Yet another vision of Linux security | Endpoint Security Framework

Timur Chernykh tim.cherry.co at gmail.com
Fri Jun 21 10:51:13 UTC 2024


> Please don't assume that everyone knows your abbreviations.
> Audio Visual / Editable Data Record.

I'm sorry for that. Of course, AV - Antivirus, EDR - Endpoint
Detection and Response.

> "Consistent" is hardly a term you can use to describe Linux security events.
> Is binding a socket to a port a security event? Where is the security event
> when using io_uring?

Under "consistent" I mean "has a unified structure". Currently all
security mechanisms in Linux have a different events format and it's
an additional task to read, parse and transform it to a unified view.
The assumed list of security events can be found at
https://github.com/Linux-Endpoint-Security-Framework/linux/blob/esf/main/include/uapi/linux/esf/defs.h#L73

> A comprehensive set of events is likely to overwhelm any user space
> collector.

I'm definitely agree. The kernel in my vision must define what
security events are, as it is done with LSM. Userspace should have a
restricted set of security events, it shouldn't know about any kernel
internals. Each event should be a kind of abstraction above what
really happens. There is a good example of real-life implementation:
https://developer.apple.com/documentation/endpointsecurity/event_types.
For my vision of linux security events in userspace, please, look the
link above thought.

> "Consistent" is hardly a term you can use to describe Linux security events.

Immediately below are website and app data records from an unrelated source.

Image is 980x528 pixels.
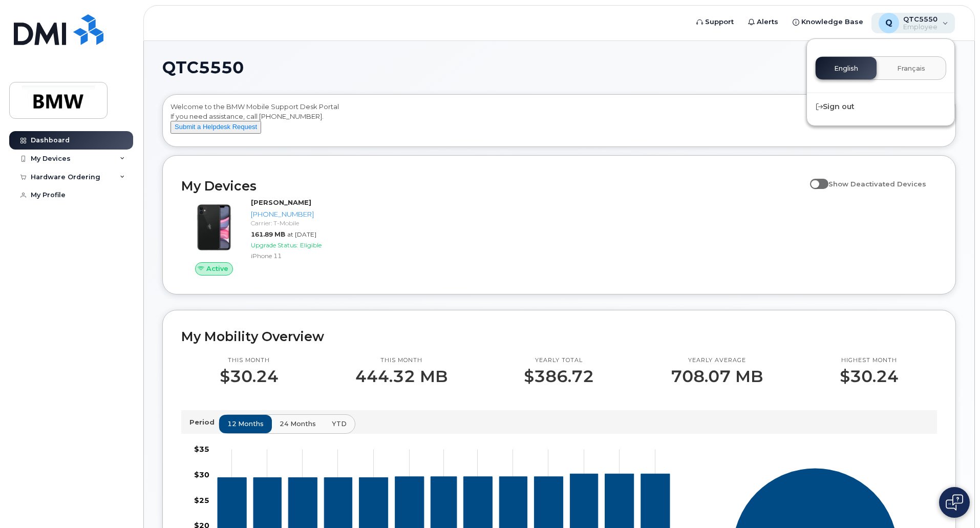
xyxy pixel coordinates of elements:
[251,198,312,206] strong: [PERSON_NAME]
[355,367,448,385] p: 444.32 MB
[671,356,763,364] p: Yearly average
[170,123,261,130] a: Submit a Helpdesk Request
[807,97,954,116] div: Sign out
[810,174,818,182] input: Show Deactivated Devices
[280,419,316,428] span: 24 months
[287,230,317,238] span: at [DATE]
[181,178,804,193] h2: My Devices
[251,251,357,260] div: iPhone 11
[840,367,899,385] p: $30.24
[190,417,218,426] p: Period
[840,356,899,364] p: Highest month
[524,367,594,385] p: $386.72
[194,469,209,478] tspan: $30
[946,494,963,510] img: Open chat
[190,202,238,252] img: iPhone_11.jpg
[170,121,261,133] button: Submit a Helpdesk Request
[355,356,448,364] p: This month
[671,367,763,385] p: 708.07 MB
[181,197,361,275] a: Active[PERSON_NAME][PHONE_NUMBER]Carrier: T-Mobile161.89 MBat [DATE]Upgrade Status:EligibleiPhone 11
[181,328,937,344] h2: My Mobility Overview
[828,180,926,188] span: Show Deactivated Devices
[897,65,925,73] span: Français
[251,218,357,227] div: Carrier: T-Mobile
[300,241,322,248] span: Eligible
[194,444,209,453] tspan: $35
[220,367,279,385] p: $30.24
[194,495,209,504] tspan: $25
[170,102,948,143] div: Welcome to the BMW Mobile Support Desk Portal If you need assistance, call [PHONE_NUMBER].
[332,419,347,428] span: YTD
[207,264,228,274] span: Active
[251,209,357,219] div: [PHONE_NUMBER]
[524,356,594,364] p: Yearly total
[220,356,279,364] p: This month
[162,60,244,76] span: QTC5550
[251,230,286,238] span: 161.89 MB
[251,241,298,248] span: Upgrade Status:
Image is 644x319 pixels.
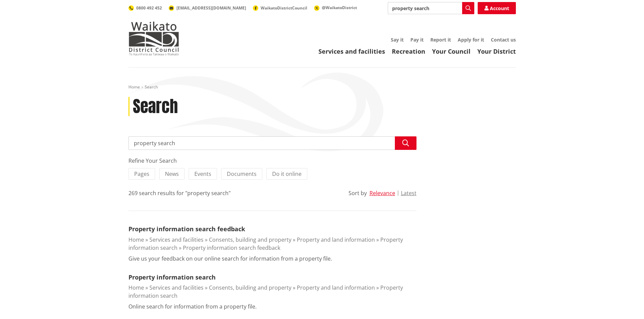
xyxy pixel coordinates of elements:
[430,37,451,43] a: Report it
[411,37,423,43] a: Pay it
[150,284,203,291] a: Services and facilities
[129,189,230,197] div: 269 search results for "property search"
[129,157,417,165] div: Refine Your Search
[150,236,203,244] a: Services and facilities
[432,47,471,55] a: Your Council
[322,5,357,10] span: @WaikatoDistrict
[129,302,257,311] p: Online search for information from a property file.
[129,236,144,244] a: Home
[129,137,417,150] input: Search input
[165,170,179,178] span: News
[209,236,292,244] a: Consents, building and property
[129,225,245,233] a: Property information search feedback
[297,236,375,244] a: Property and land information
[260,5,307,11] span: WaikatoDistrictCouncil
[129,5,162,11] a: 0800 492 452
[133,97,178,116] h1: Search
[491,37,516,43] a: Contact us
[209,284,292,291] a: Consents, building and property
[129,273,216,282] a: Property information search
[314,5,357,10] a: @WaikatoDistrict
[136,5,162,11] span: 0800 492 452
[176,5,246,11] span: [EMAIL_ADDRESS][DOMAIN_NAME]
[388,2,474,14] input: Search input
[145,84,158,90] span: Search
[349,189,367,197] div: Sort by
[129,284,403,299] a: Property information search
[129,284,144,291] a: Home
[134,170,150,178] span: Pages
[183,244,280,252] a: Property information search feedback
[194,170,211,178] span: Events
[391,37,404,43] a: Say it
[272,170,301,178] span: Do it online
[477,47,516,55] a: Your District
[169,5,246,11] a: [EMAIL_ADDRESS][DOMAIN_NAME]
[253,5,307,11] a: WaikatoDistrictCouncil
[401,190,417,197] button: Latest
[458,37,484,43] a: Apply for it
[129,84,516,90] nav: breadcrumb
[129,236,403,252] a: Property information search
[129,84,140,90] a: Home
[392,47,425,55] a: Recreation
[129,21,179,55] img: Waikato District Council - Te Kaunihera aa Takiwaa o Waikato
[227,170,257,178] span: Documents
[477,2,516,14] a: Account
[129,255,332,263] p: Give us your feedback on our online search for information from a property file.
[297,284,375,291] a: Property and land information
[319,47,385,55] a: Services and facilities
[369,190,395,197] button: Relevance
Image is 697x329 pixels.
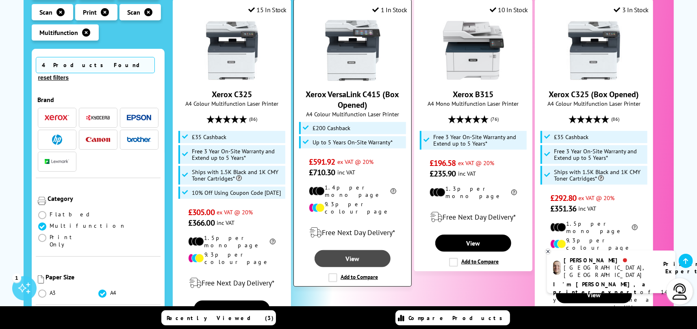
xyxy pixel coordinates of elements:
[45,115,69,120] img: Xerox
[127,137,151,142] img: Brother
[192,189,281,196] span: 10% Off Using Coupon Code [DATE]
[419,206,528,228] div: modal_delivery
[188,251,276,265] li: 9.3p per colour page
[40,28,78,37] span: Multifunction
[161,310,276,325] a: Recently Viewed (3)
[395,310,510,325] a: Compare Products
[128,8,141,16] span: Scan
[40,8,53,16] span: Scan
[539,257,649,280] div: modal_delivery
[564,20,625,81] img: Xerox C325 (Box Opened)
[328,273,378,282] label: Add to Compare
[672,283,688,300] img: user-headset-light.svg
[202,20,263,81] img: Xerox C325
[443,20,504,81] img: Xerox B315
[298,221,407,244] div: modal_delivery
[409,314,507,321] span: Compare Products
[449,258,499,267] label: Add to Compare
[435,234,511,252] a: View
[549,89,639,100] a: Xerox C325 (Box Opened)
[309,184,396,198] li: 1.4p per mono page
[167,314,274,321] span: Recently Viewed (3)
[322,20,383,81] img: Xerox VersaLink C415 (Box Opened)
[315,250,390,267] a: View
[202,74,263,82] a: Xerox C325
[177,271,287,294] div: modal_delivery
[553,280,648,295] b: I'm [PERSON_NAME], a printer expert
[458,169,476,177] span: inc VAT
[564,74,625,82] a: Xerox C325 (Box Opened)
[611,111,619,127] span: (86)
[50,211,93,218] span: Flatbed
[188,234,276,249] li: 1.5p per mono page
[249,111,257,127] span: (86)
[83,112,113,123] button: Kyocera
[313,125,350,131] span: £200 Cashback
[313,139,393,145] span: Up to 5 Years On-Site Warranty*
[309,200,396,215] li: 9.3p per colour page
[579,194,615,202] span: ex VAT @ 20%
[491,111,499,127] span: (76)
[38,197,46,205] img: Category
[86,115,110,121] img: Kyocera
[212,89,252,100] a: Xerox C325
[309,167,335,178] span: £710.30
[550,237,638,251] li: 9.3p per colour page
[306,89,399,110] a: Xerox VersaLink C415 (Box Opened)
[42,112,72,123] button: Xerox
[430,185,517,200] li: 1.3p per mono page
[127,115,151,121] img: Epson
[124,112,154,123] button: Epson
[50,289,57,296] span: A3
[554,148,646,161] span: Free 3 Year On-Site Warranty and Extend up to 5 Years*
[337,168,355,176] span: inc VAT
[192,134,226,140] span: £35 Cashback
[36,74,71,81] button: reset filters
[86,137,110,142] img: Canon
[553,280,669,319] p: of 14 years! Leave me a message and I'll respond ASAP
[248,6,287,14] div: 15 In Stock
[42,156,72,167] button: Lexmark
[443,74,504,82] a: Xerox B315
[217,208,253,216] span: ex VAT @ 20%
[579,204,597,212] span: inc VAT
[36,57,155,73] span: 4 Products Found
[490,6,528,14] div: 10 In Stock
[433,134,525,147] span: Free 3 Year On-Site Warranty and Extend up to 5 Years*
[124,134,154,145] button: Brother
[38,96,159,104] div: Brand
[453,89,494,100] a: Xerox B315
[177,100,287,107] span: A4 Colour Multifunction Laser Printer
[564,264,653,278] div: [GEOGRAPHIC_DATA], [GEOGRAPHIC_DATA]
[46,273,159,281] div: Paper Size
[372,6,407,14] div: 1 In Stock
[83,134,113,145] button: Canon
[298,110,407,118] span: A4 Colour Multifunction Laser Printer
[430,168,456,179] span: £235.90
[458,159,494,167] span: ex VAT @ 20%
[419,100,528,107] span: A4 Mono Multifunction Laser Printer
[45,159,69,164] img: Lexmark
[38,275,44,283] img: Paper Size
[564,256,653,264] div: [PERSON_NAME]
[539,100,649,107] span: A4 Colour Multifunction Laser Printer
[614,6,649,14] div: 3 In Stock
[550,220,638,234] li: 1.5p per mono page
[554,169,646,182] span: Ships with 1.5K Black and 1K CMY Toner Cartridges*
[309,156,335,167] span: £591.92
[554,134,588,140] span: £35 Cashback
[188,217,215,228] span: £366.00
[12,273,21,282] div: 1
[83,8,97,16] span: Print
[550,203,577,214] span: £351.36
[48,194,159,202] div: Category
[550,193,577,203] span: £292.80
[430,158,456,168] span: £196.58
[553,260,561,275] img: ashley-livechat.png
[217,219,234,226] span: inc VAT
[322,74,383,82] a: Xerox VersaLink C415 (Box Opened)
[52,135,62,145] img: HP
[42,134,72,145] button: HP
[194,300,269,317] a: View
[192,169,284,182] span: Ships with 1.5K Black and 1K CMY Toner Cartridges*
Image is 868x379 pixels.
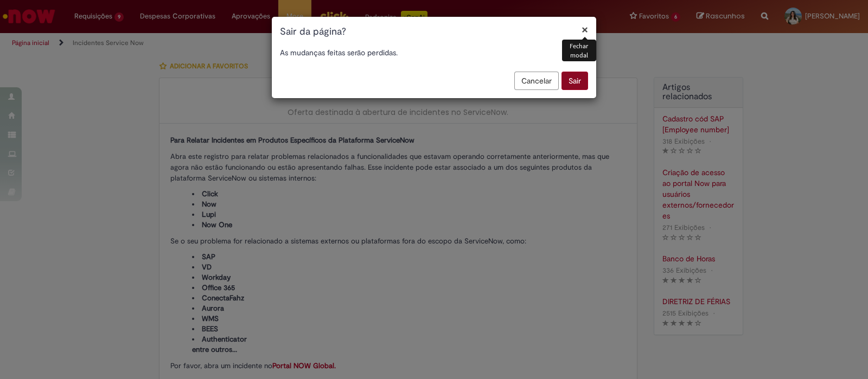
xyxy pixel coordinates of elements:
p: As mudanças feitas serão perdidas. [280,47,588,58]
button: Cancelar [515,71,559,90]
div: Fechar modal [562,39,597,61]
h1: Sair da página? [280,25,588,39]
button: Fechar modal [582,24,588,35]
button: Sair [562,71,588,90]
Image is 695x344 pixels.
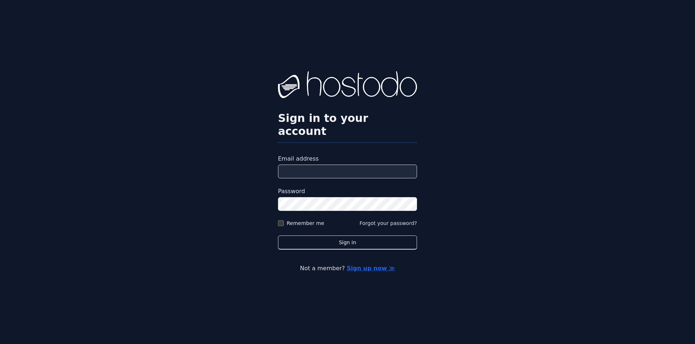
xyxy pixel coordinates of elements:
[278,187,417,196] label: Password
[278,155,417,163] label: Email address
[287,220,324,227] label: Remember me
[278,71,417,100] img: Hostodo
[278,236,417,250] button: Sign in
[35,264,660,273] p: Not a member?
[347,265,395,272] a: Sign up now ≫
[278,112,417,138] h2: Sign in to your account
[360,220,417,227] button: Forgot your password?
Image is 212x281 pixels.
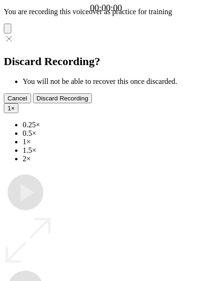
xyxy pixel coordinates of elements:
li: You will not be able to recover this once discarded. [23,77,209,86]
li: 1× [23,138,209,146]
li: 1.5× [23,146,209,155]
li: 2× [23,155,209,163]
button: 1× [4,103,18,113]
button: Discard Recording [33,93,92,103]
span: 1 [8,105,11,112]
p: You are recording this voiceover as practice for training [4,8,209,16]
li: 0.5× [23,129,209,138]
button: Cancel [4,93,31,103]
a: 00:00:00 [90,3,122,13]
h2: Discard Recording? [4,55,209,68]
li: 0.25× [23,121,209,129]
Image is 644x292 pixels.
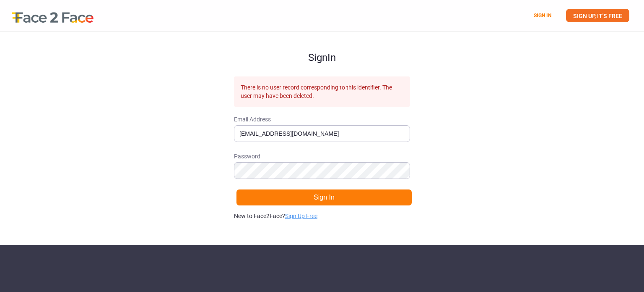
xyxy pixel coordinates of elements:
p: New to Face2Face? [234,212,410,220]
a: SIGN UP, IT'S FREE [566,9,629,22]
button: Sign In [236,189,412,206]
span: Password [234,152,410,160]
span: Email Address [234,115,410,123]
a: SIGN IN [534,12,552,18]
div: There is no user record corresponding to this identifier. The user may have been deleted. [234,77,410,107]
a: Sign Up Free [285,212,317,219]
input: Email Address [234,125,410,142]
input: Password [234,162,410,179]
h1: Sign In [234,32,410,63]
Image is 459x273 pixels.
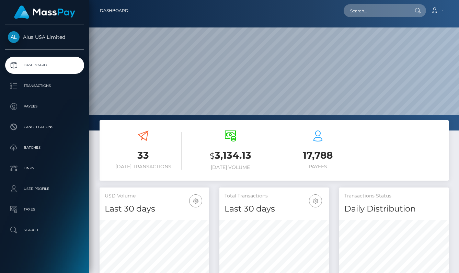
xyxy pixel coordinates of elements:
a: Payees [5,98,84,115]
p: Transactions [8,81,81,91]
img: MassPay Logo [14,5,75,19]
a: User Profile [5,180,84,197]
h6: [DATE] Transactions [105,164,182,170]
a: Transactions [5,77,84,94]
a: Batches [5,139,84,156]
input: Search... [344,4,408,17]
h4: Last 30 days [225,203,324,215]
h4: Last 30 days [105,203,204,215]
a: Cancellations [5,118,84,136]
p: Cancellations [8,122,81,132]
p: Dashboard [8,60,81,70]
img: Alua USA Limited [8,31,20,43]
p: Payees [8,101,81,112]
h6: Payees [279,164,356,170]
a: Dashboard [100,3,128,18]
p: Search [8,225,81,235]
a: Dashboard [5,57,84,74]
span: Alua USA Limited [5,34,84,40]
h5: Total Transactions [225,193,324,199]
h6: [DATE] Volume [192,164,269,170]
h4: Daily Distribution [344,203,444,215]
p: Links [8,163,81,173]
a: Links [5,160,84,177]
p: Taxes [8,204,81,215]
h5: USD Volume [105,193,204,199]
a: Taxes [5,201,84,218]
h3: 17,788 [279,149,356,162]
p: User Profile [8,184,81,194]
h5: Transactions Status [344,193,444,199]
a: Search [5,221,84,239]
h3: 3,134.13 [192,149,269,163]
small: $ [210,151,215,161]
h3: 33 [105,149,182,162]
p: Batches [8,142,81,153]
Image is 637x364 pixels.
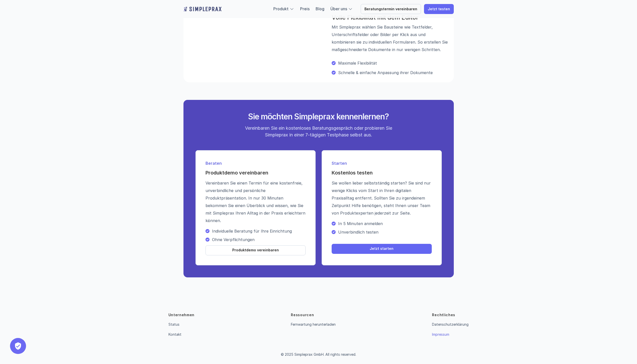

Yes, and this is a bad thing, which I want to fix.

> Is binding a socket to a port a security event? Where is the security event
> when using io_uring?

Socket binding may not be a security event itself, but a listening
port for a network connection is. And it doesn't matter how many steps
are included to a port listening itself. Opening socket, setup,
binding should be converted to a single event, that says to userspace
agent: "Hey, this process is trying to listen to the socket for a
network connection. Do you want to allow this action?".

> Performance concerns (locking, sleeping and a host of others) are
> likely to prevent this.

It's not an unresolvable task. MacOS and Windows solved this issue.
Anyway, users should have a choice between security and performance.
All modern security solutions in any implementation already affect the
linux performance.

> If the kernel's policies, mechanisms and structures were more consistent
> you might have a chance at this.

I think that's a work I (and even probable we) should work for. As a
better OS Linux should provide userspace stable structured security
events.

> User-space arbitration of kernel events won't work. It's been tried
> repeatedly. I started seeing it in the early 1980's. It always devolved
> into a kernel bolt-on, with sub-optimal performance and versatility.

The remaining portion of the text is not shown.